A group of Stanford University scientists who authored an open letter criticizing Dr. Scott Atlas has been hit with a letter from his law firm charging them with defaming the radiologist, who in August was named to advise President Donald Trump on the COVID-19 pandemic.
The legal missive accuses the signatories to the Stanford letter of "maliciously" defaming Atlas, and it demands that they issue a press release withdrawing it. The law firm also demands that the signatories "contact every media outlet worldwide that has reported" on the Stanford letter to "request an immediate correction of the record."
The letter was signed by Marc Kasowitz of the law firm Kasowitz Benson Torres. Kasowitz previously was outside counsel to Trump during the investigation into Russian hacking of U.S. elections.
In the September 9 letter, the Stanford scientists accused Atlas of propagating "falsehoods and misrepresentations of science" with respect to the novel coronavirus pandemic. Atlas is a neuroradiologist who had an appointment at Stanford University Medical Center from 1998 to 2012, during which he served as chief of neuroradiology. He is now a senior fellow at the Hoover Institution.
Atlas has been connected to the "herd immunity" theory of managing the COVID-19 pandemic, which calls for removing social distancing restrictions on healthy individuals while protecting vulnerable populations until a vaccine is available and natural immunity builds. Atlas has denied that he espouses herd immunity.
In his letter, Kasowitz accuses the Stanford scientists of spreading "falsehoods" and "misrepresentations" about Atlas and gives the group until the close of business on September 18 to issue a press release. If not, "we will take all necessary and appropriate measures to enforce our client's rights, seek compensatory and punitive damages for the harm you have caused, and vindicate his reputation in court."
In a September 17 tweet, one of the signatories to the Stanford letter, Michael Fischbach, PhD, a microbiologist at Stanford, indicated that an apology might not be forthcoming from the group.
"I stand by everything we said," Fischbach tweeted. "More facts, more science. Less Kasowitz."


Nothing but the records, transcribed exactly, should appear in the answer; leave the pictures out.

**Referring expression grounding data:**
________

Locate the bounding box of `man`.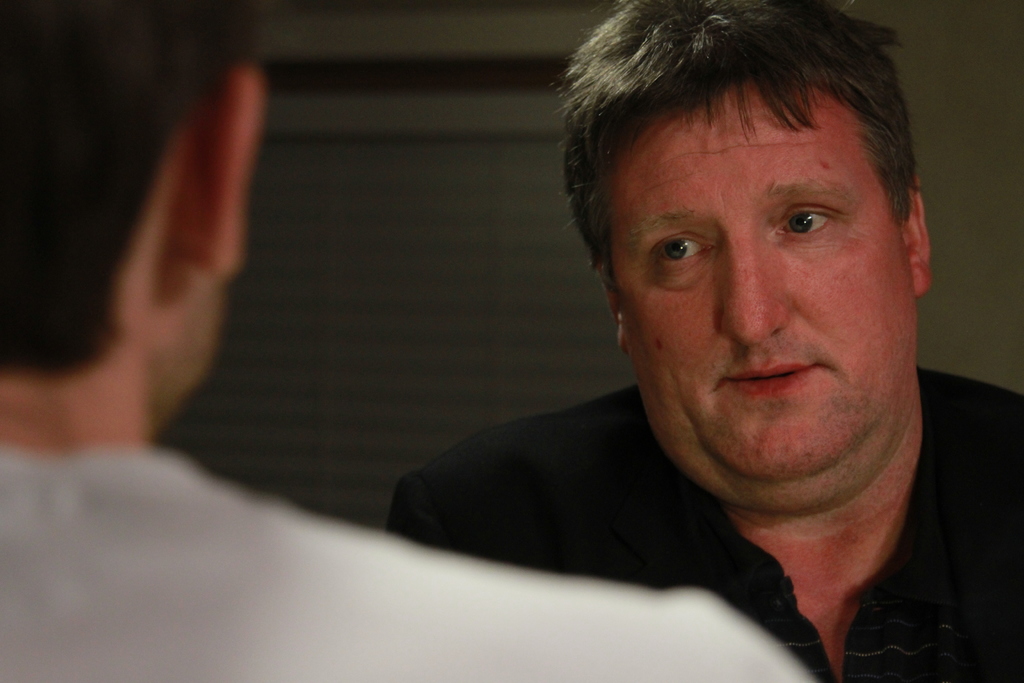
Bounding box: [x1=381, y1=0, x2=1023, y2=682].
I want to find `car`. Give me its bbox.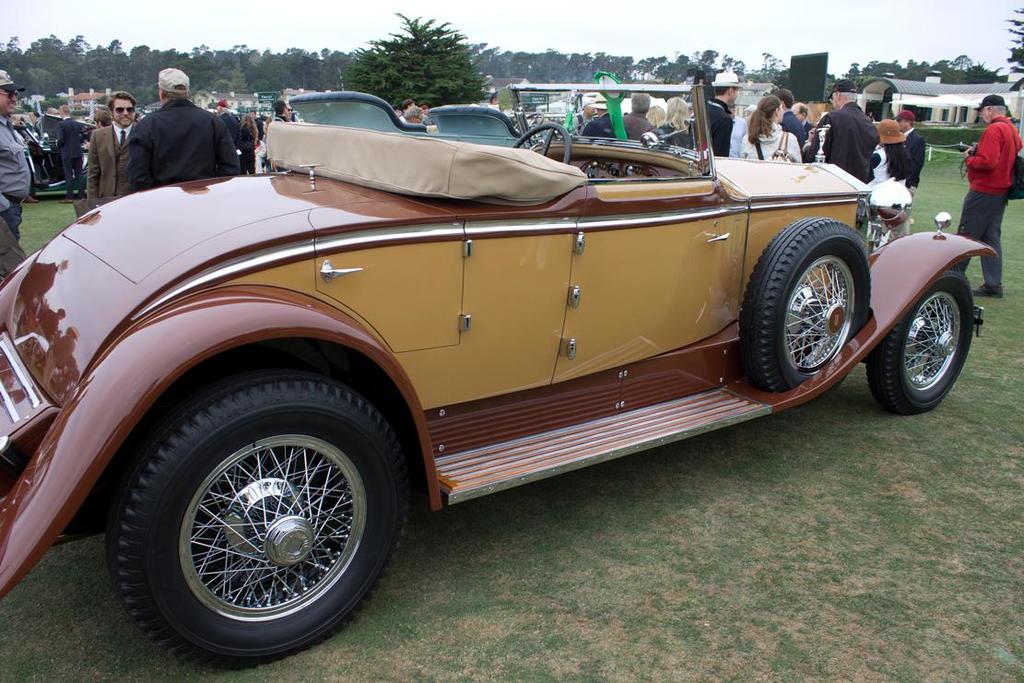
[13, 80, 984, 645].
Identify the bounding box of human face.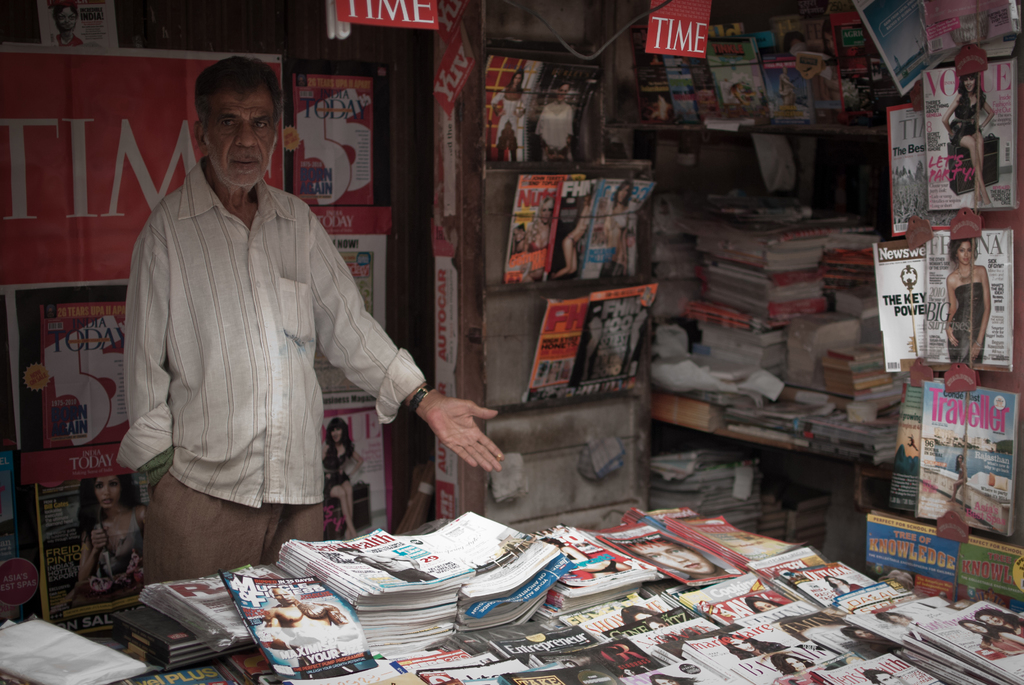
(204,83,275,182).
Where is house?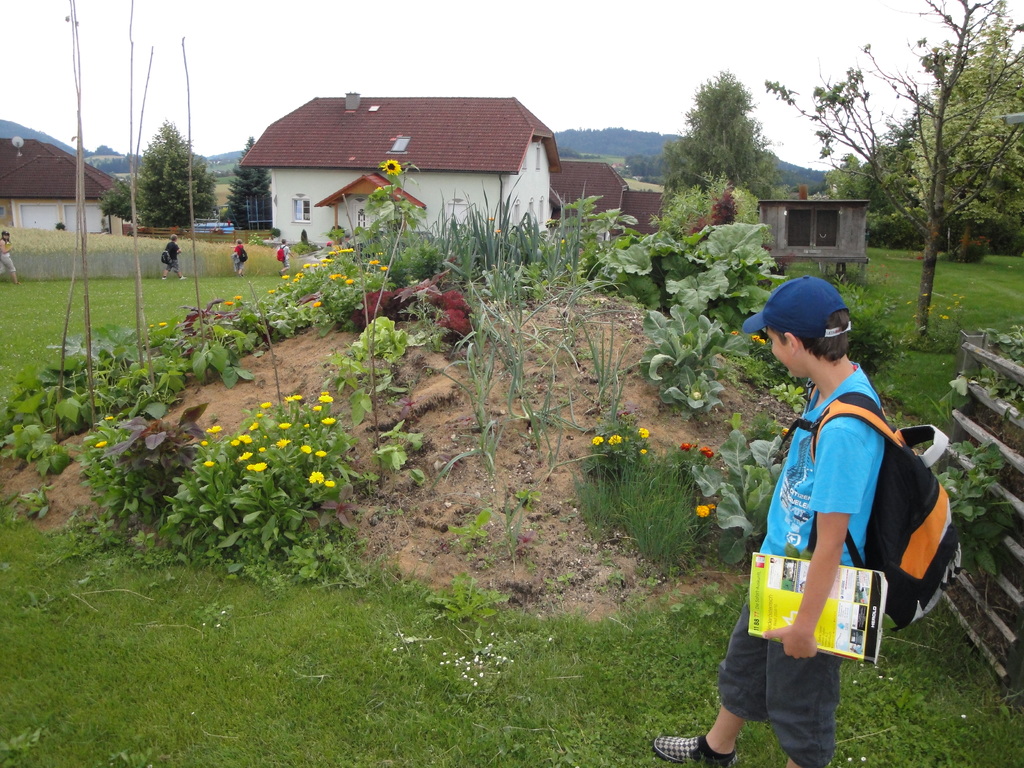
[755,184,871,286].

________

**SOLUTION TO THE EXERCISE:**
Locate the bounding box of `man`.
Bounding box: [x1=381, y1=0, x2=1023, y2=682].
I want to find `car`. Give me its bbox.
[13, 80, 984, 645].
Identify the bounding box of human face.
(204,83,275,182).
Where is house?
[755,184,871,286].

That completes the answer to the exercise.